Tree haters incorporated
Tree haters incorporated
The Hindu
We don't deserve trees because they are our last priority
The more I think about trees in Bangalore, the more I'm convinced we don't deserve them. What is the use in growing them if we don't know how to take care of them? If they could talk, we'd all be jailed for tree abuse.
If a tree could speak, here's what it would say: "Just kill me and get it over with. Don't torture me inch by inch, chopping my arms to make room for a building, hacking my feet to make way for a pavement, ripping my fingers off when they brush against a power cable. I'm a multiple amputee, a cripple without a crutch. All I crave is a merciful death."
Trees are living organisms. You wouldn't think so, from the way we city dwellers treat them — like objects that can be hewn and hammered to our convenience. It's hard to find a single large tree in Bangalore that hasn't been mutilated in some fashion. Defence land is an exception, of course; trees there branch out in full glory. Trees (besides those in parks) are left pristine at another place I know: the Isolation Hospital. As I pass by, choking from petrol fumes and dust churned up by heavy wheels, I almost envy the tuberculosis patients inside who're enjoying both oxygen and shade.
Ah, the coolness of the shade beneath a verdant canopy. It's indescribable, isn't it? One moment you're getting a powerful blast of the sun and the next, ooh, the air is temperate and there's a sweet little breeze that fans the sweat on your face. But we don't deserve it. We don't deserve trees because they are our last priority. We sacrifice them too easily. Building a second floor? Branch getting in the way? Axe it. Roots endangering the compound wall? Raze it to the ground — the tree, I mean, not the wall. We actually expect trees to behave themselves, I swear. "Must you shed your dry leaves all over my lawn? Bad tree. Stop strewing those feathery seeds from your split pods. Damn nuisance. Didn't your mother teach you not to litter? Now look what you've done, you've allowed a bird to build its nest right above my parking space. My car's going to be ruined, absolutely ruined."
In a growing city, trees are irritants. There used to be house-owners in Bangalore who would allow trees to grow right through their roofs rather than cut them — not just coconut palms, which are cash crops, but trees with spreading foliage. Not any more. When a builder develops a property, the first thing he does is to sweep away the trees like so much rubbish. He then pays a landscape designer a hefty amount to decorate the premises with a few tame shrubs dotted on a carpet of sprinkler-fed grass.

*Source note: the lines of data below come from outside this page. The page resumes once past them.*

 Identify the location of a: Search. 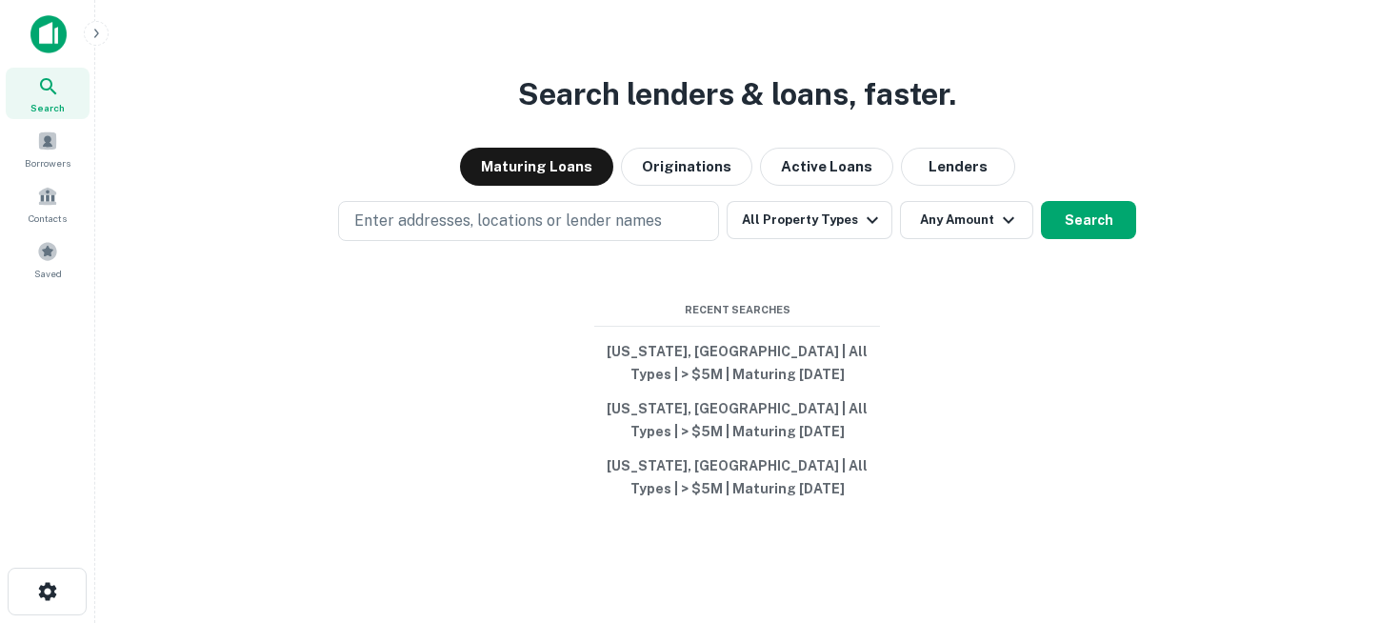
(48, 93).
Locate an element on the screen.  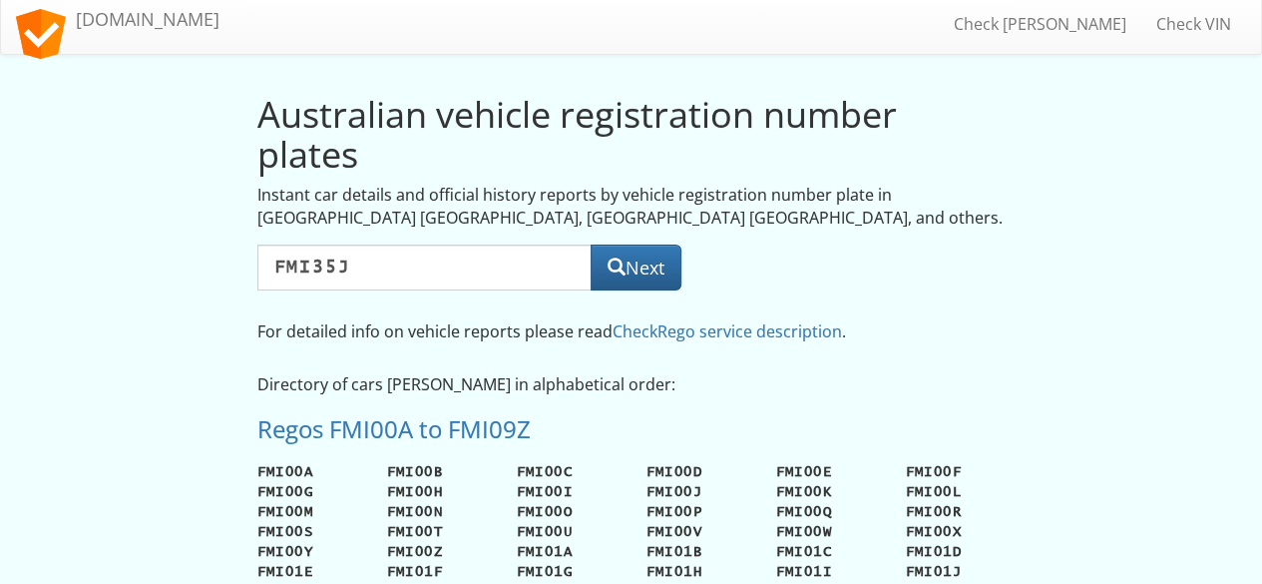
button: Next is located at coordinates (636, 267).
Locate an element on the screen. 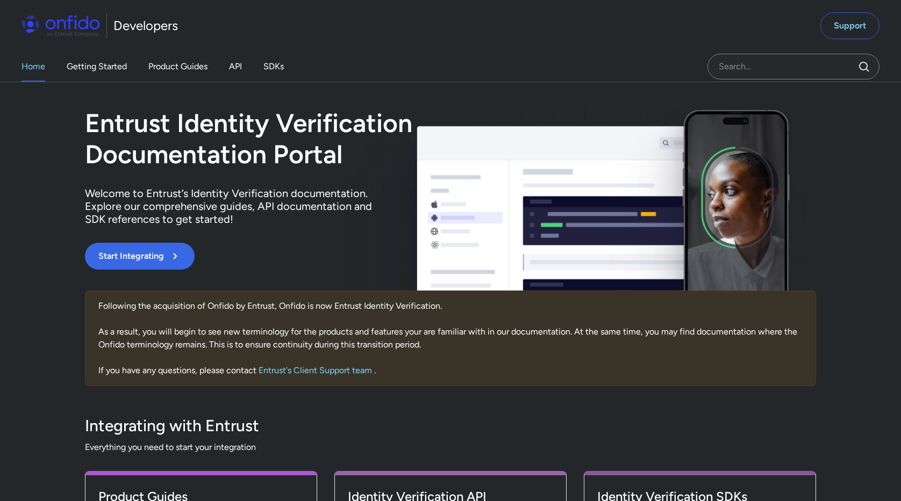  div: Following the acquisition of Onfido by Entrust, Onfido is now Entrust Identity Verification. As a... is located at coordinates (450, 339).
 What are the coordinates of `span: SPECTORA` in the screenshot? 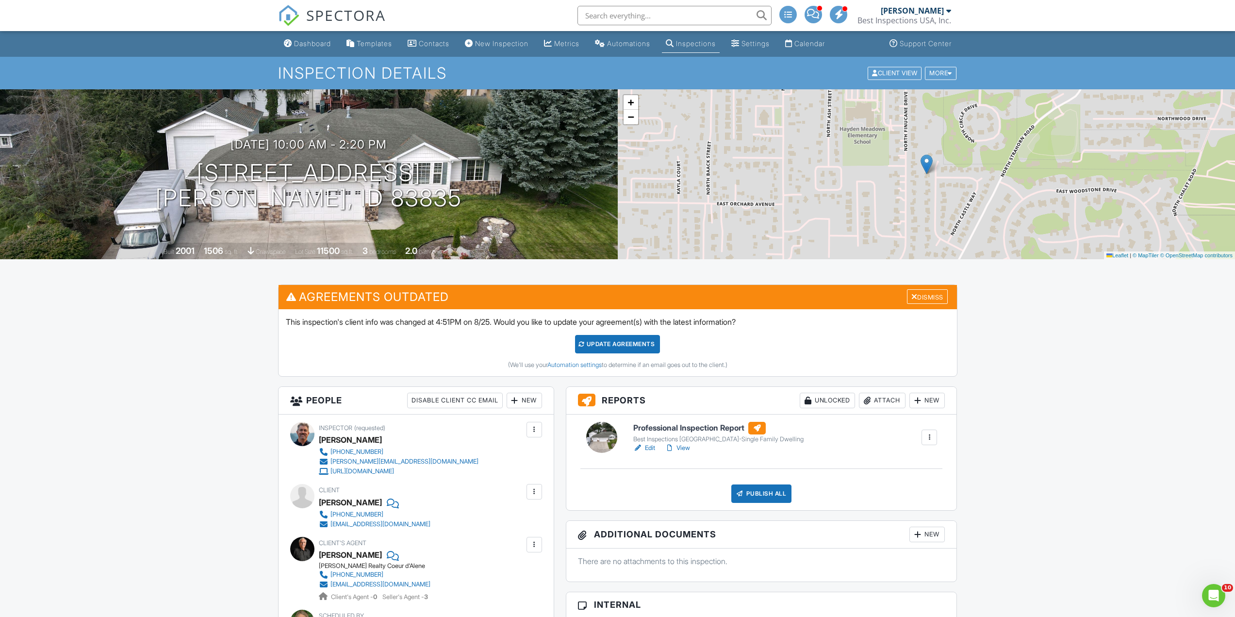 It's located at (346, 15).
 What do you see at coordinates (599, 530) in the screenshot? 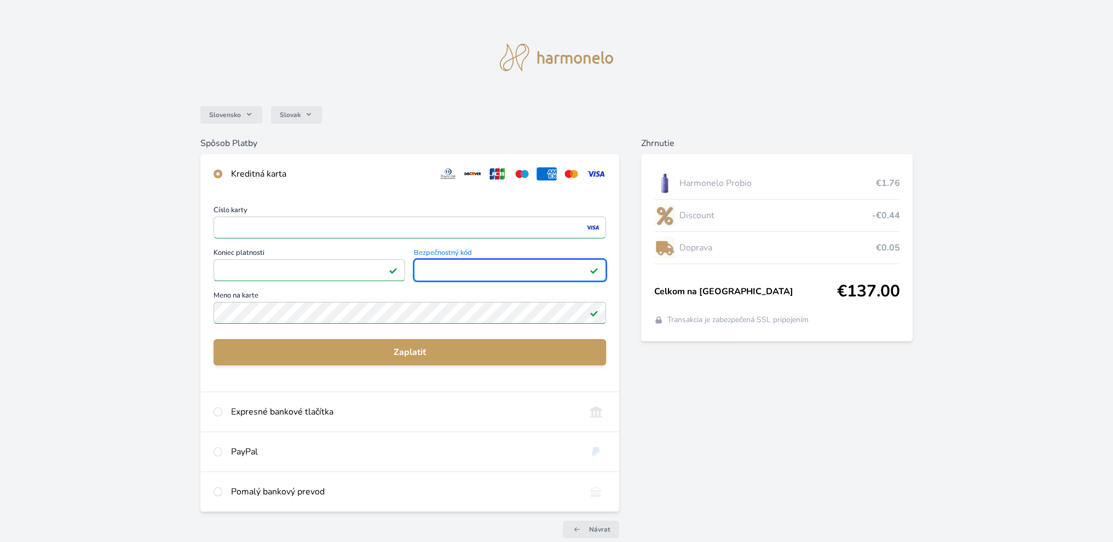
I see `span: Návrat` at bounding box center [599, 530].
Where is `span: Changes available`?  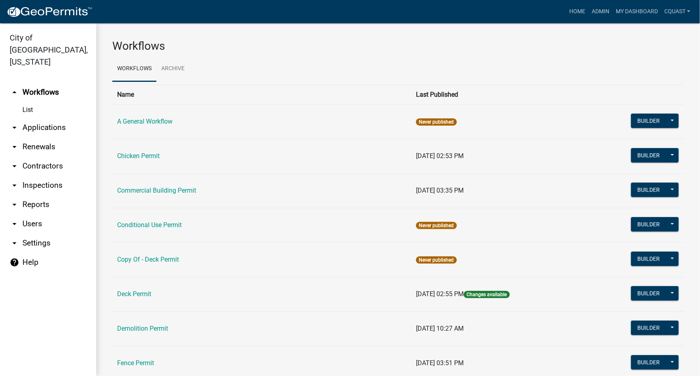
span: Changes available is located at coordinates (486, 294).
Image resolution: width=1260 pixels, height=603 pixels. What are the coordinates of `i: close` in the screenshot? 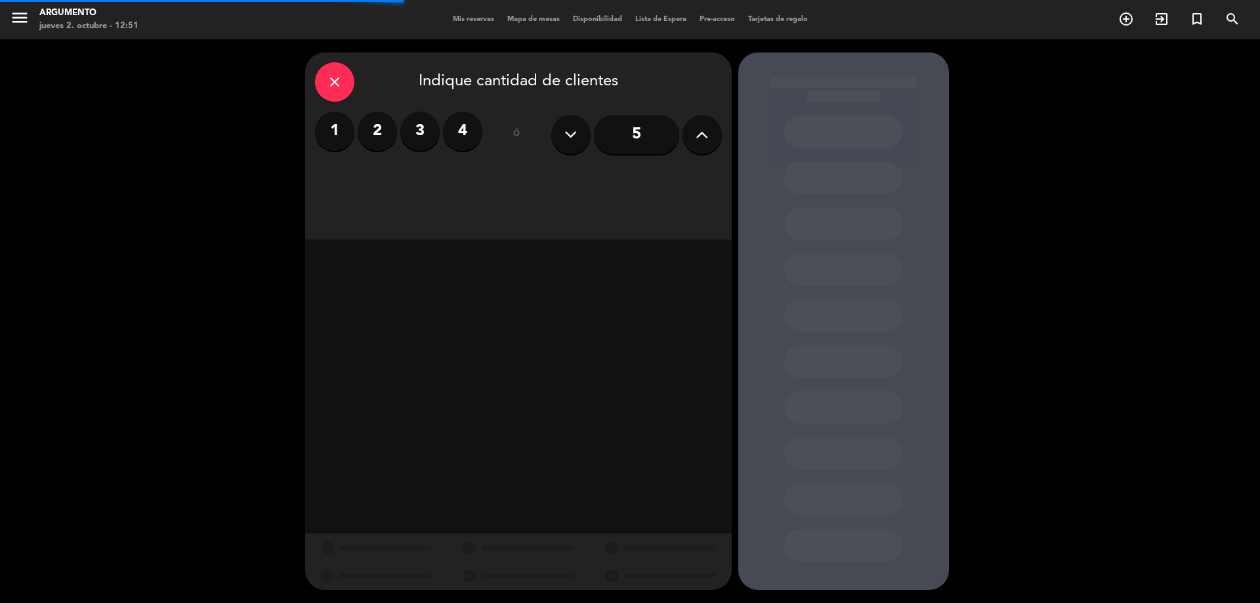 It's located at (335, 82).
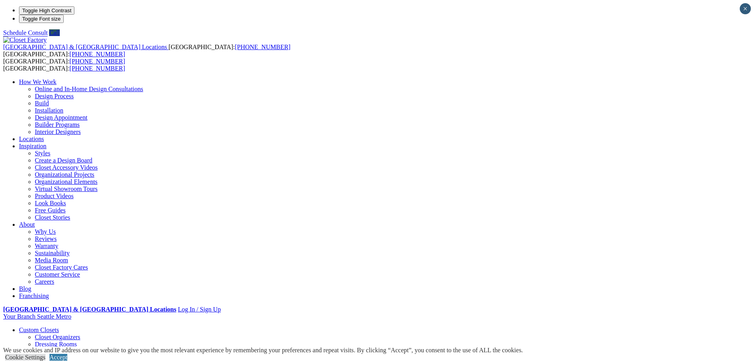  What do you see at coordinates (42, 103) in the screenshot?
I see `a: Build` at bounding box center [42, 103].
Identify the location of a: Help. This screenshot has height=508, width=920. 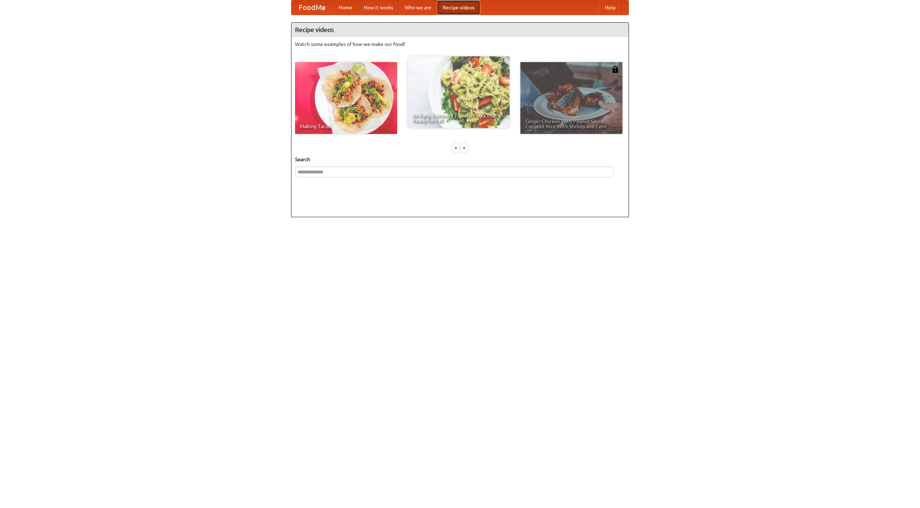
(610, 8).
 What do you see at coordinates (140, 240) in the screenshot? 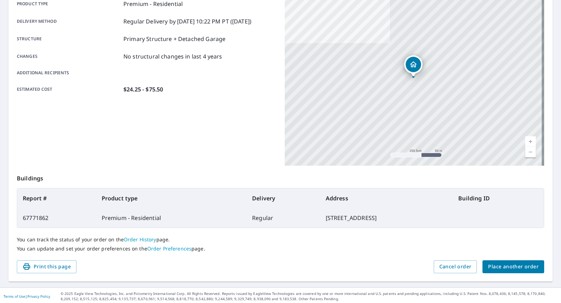
I see `a: Order History` at bounding box center [140, 240].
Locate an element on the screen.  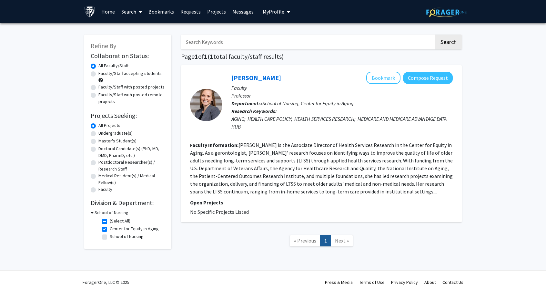
label: (Select All) is located at coordinates (120, 221).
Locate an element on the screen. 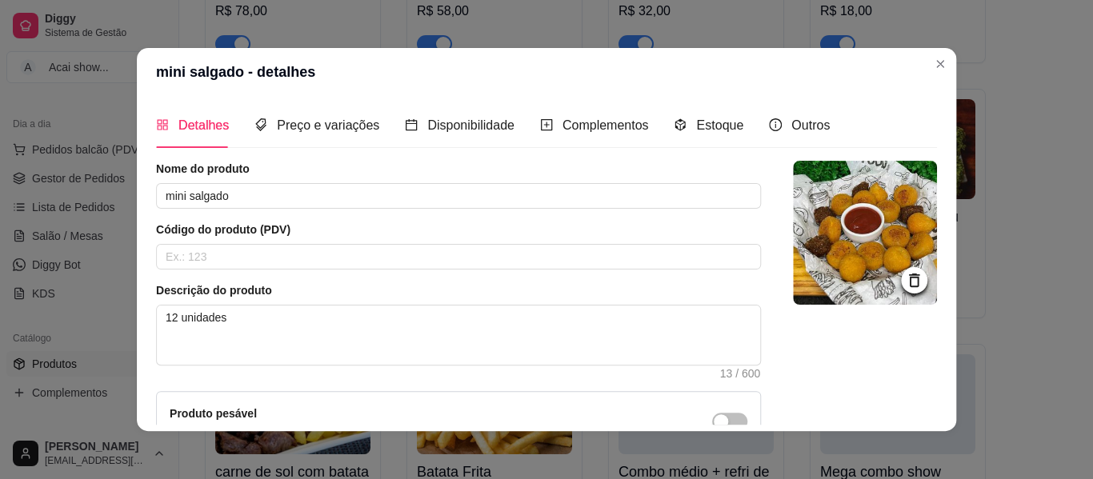  input: Ex.: Hamburguer de costela is located at coordinates (458, 196).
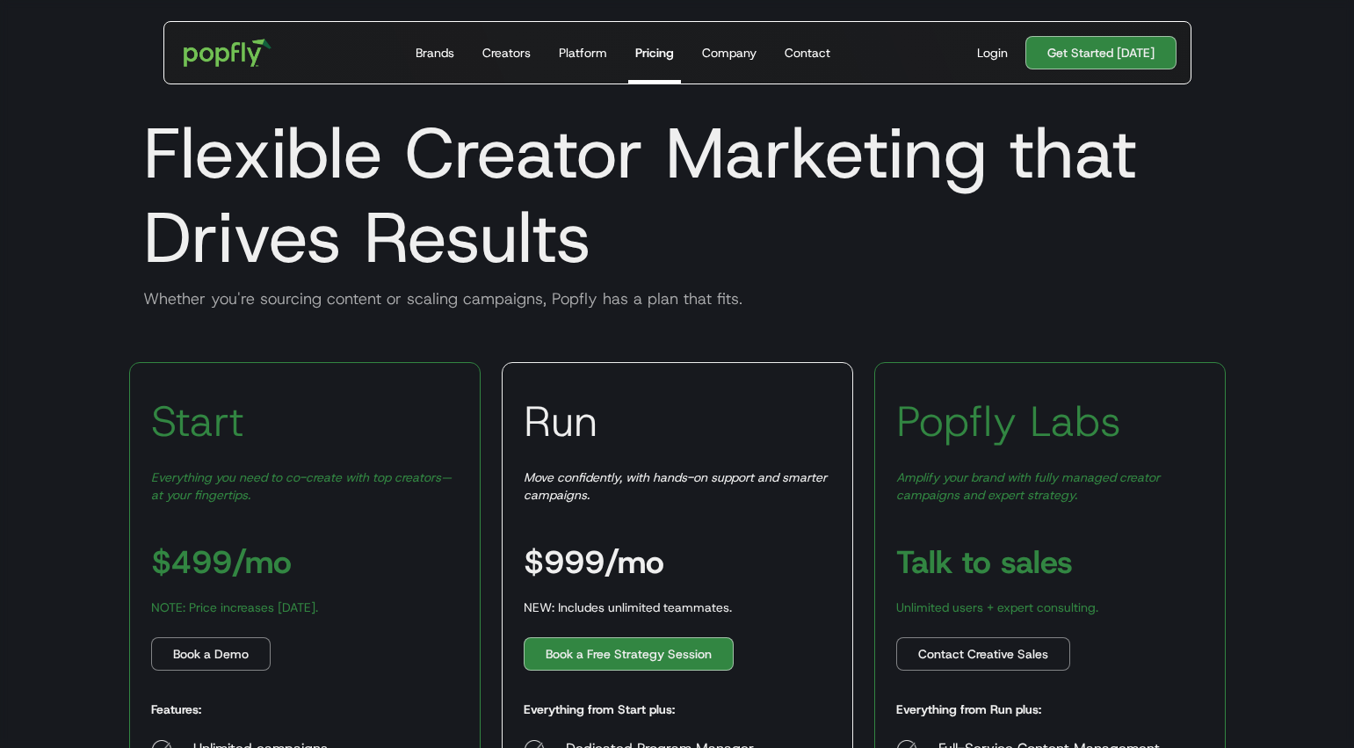 The image size is (1354, 748). Describe the element at coordinates (627, 607) in the screenshot. I see `div: NEW: Includes unlimited teammates.` at that location.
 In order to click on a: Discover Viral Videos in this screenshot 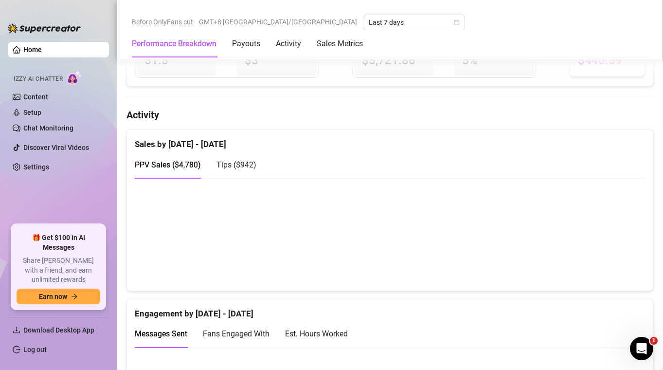, I will do `click(56, 147)`.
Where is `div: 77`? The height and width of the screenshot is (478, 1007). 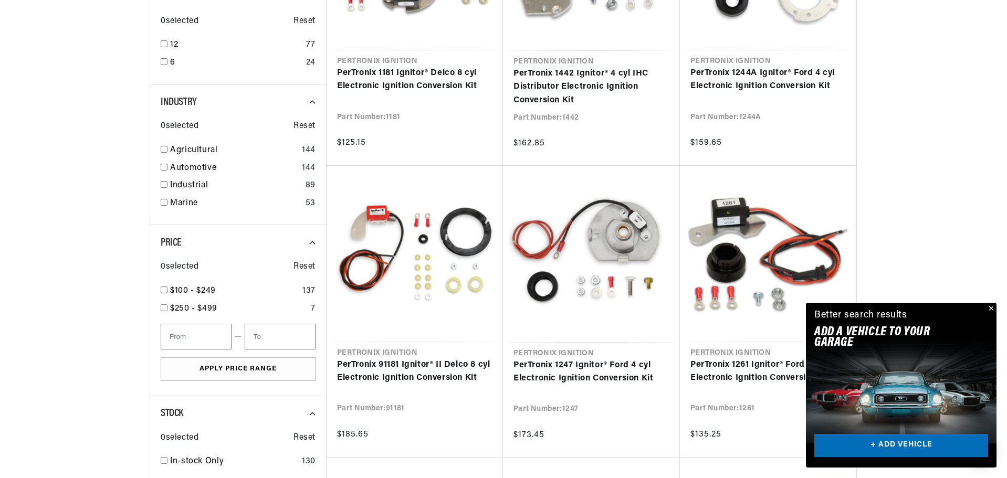 div: 77 is located at coordinates (311, 45).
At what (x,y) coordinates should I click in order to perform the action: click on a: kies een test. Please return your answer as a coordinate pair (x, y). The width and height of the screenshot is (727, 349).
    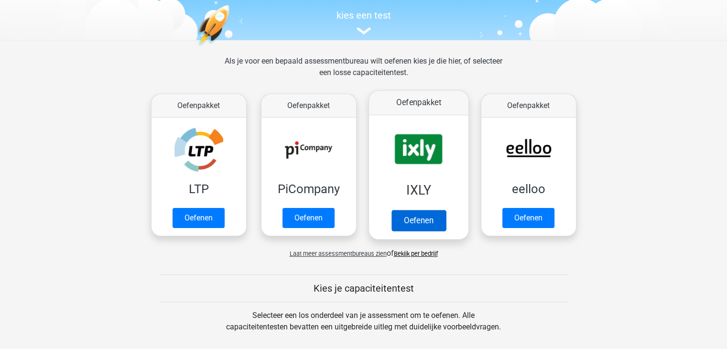
    Looking at the image, I should click on (364, 22).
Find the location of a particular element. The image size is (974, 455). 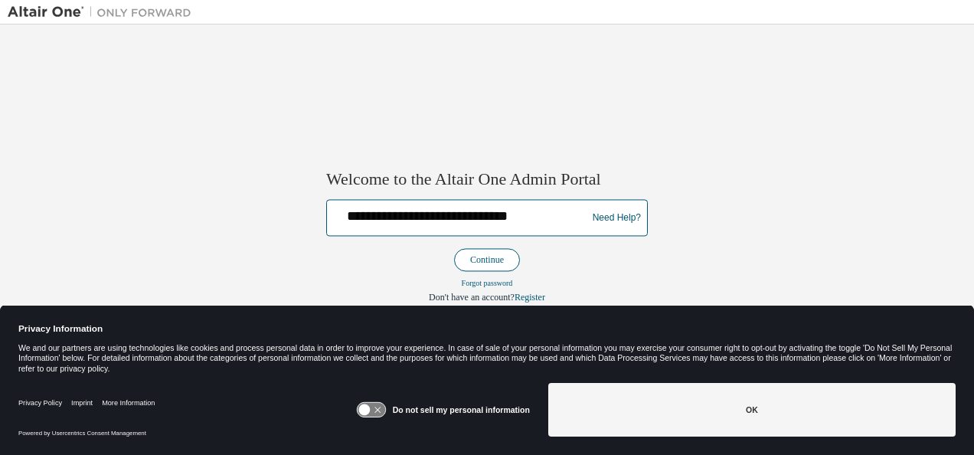

a: Forgot password is located at coordinates (487, 283).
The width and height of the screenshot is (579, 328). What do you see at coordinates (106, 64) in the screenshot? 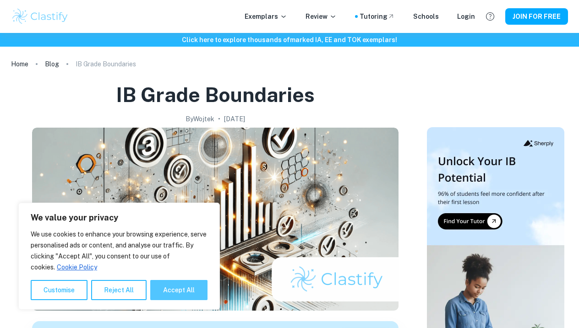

Trees have become expendable. That's why we should seriously consider changing the "Grow More Trees" slogan to "Save More Trees". Why plant a sapling if it's doomed to die before its prime? Instead of nurturing trees we're systematically weakening them in many ways: roots are sliced when laying pipes and cables, uneven pruning further affects balance, and jagged stumps invite moisture and termites. All it takes is a gust of wind and rain to dislodge the rotting, tottering young things. Then it's time for the local authorities to get into the act. "All unsafe trees must be chopped." Since trees are worth more dead than alive, somebody makes a killing in more ways than one.
The killing is part of an ongoing mass slaughter. Just the other day, officials said that 700 trees would be guillotined to widen roads in the city. Just think about that number: 700. How much wood would that be? But it's difficult to argue when traffic jams are landing us in a pickle every day. Perhaps there's unjustified felling going on in the guise of reducing congestion, but you cannot deny the part that automobiles play in edging out whatever greenery we have left. The city-dweller is blind to his own contribution to the mess. He buys a car and so does his wife, and his daughter who feels unsafe on her two-wheeler gets hers too. Then he gets stuck in a jam, complains that there are too many cars on the road, and wonders where the trees have disappeared!
If we want to keep our trees and our sanity, we must tackle the traffic chaos head-on. But the words fade on my lips even as I utter them. How oh how do we do it? The answer depends on so many impossible ifs: if we could ban single-occupant cars and enforce car pool, if we could have smooth roads that are not prone to flooding, if we could have a metro without eating up more trees... The last I heard, over 100 acres of defence land may be released for the metro — the only kind of land where trees remain untouched.
Oh, I give up. Hang the trees. We don't deserve them. Not the rain tree, pipal or gulmohar, not the cassia or rusty shield bearer. Fibreglass is good enough for the likes of us. Fibreglass trees look real, can be made to order, and never die. They're what's best for a city of tree haters.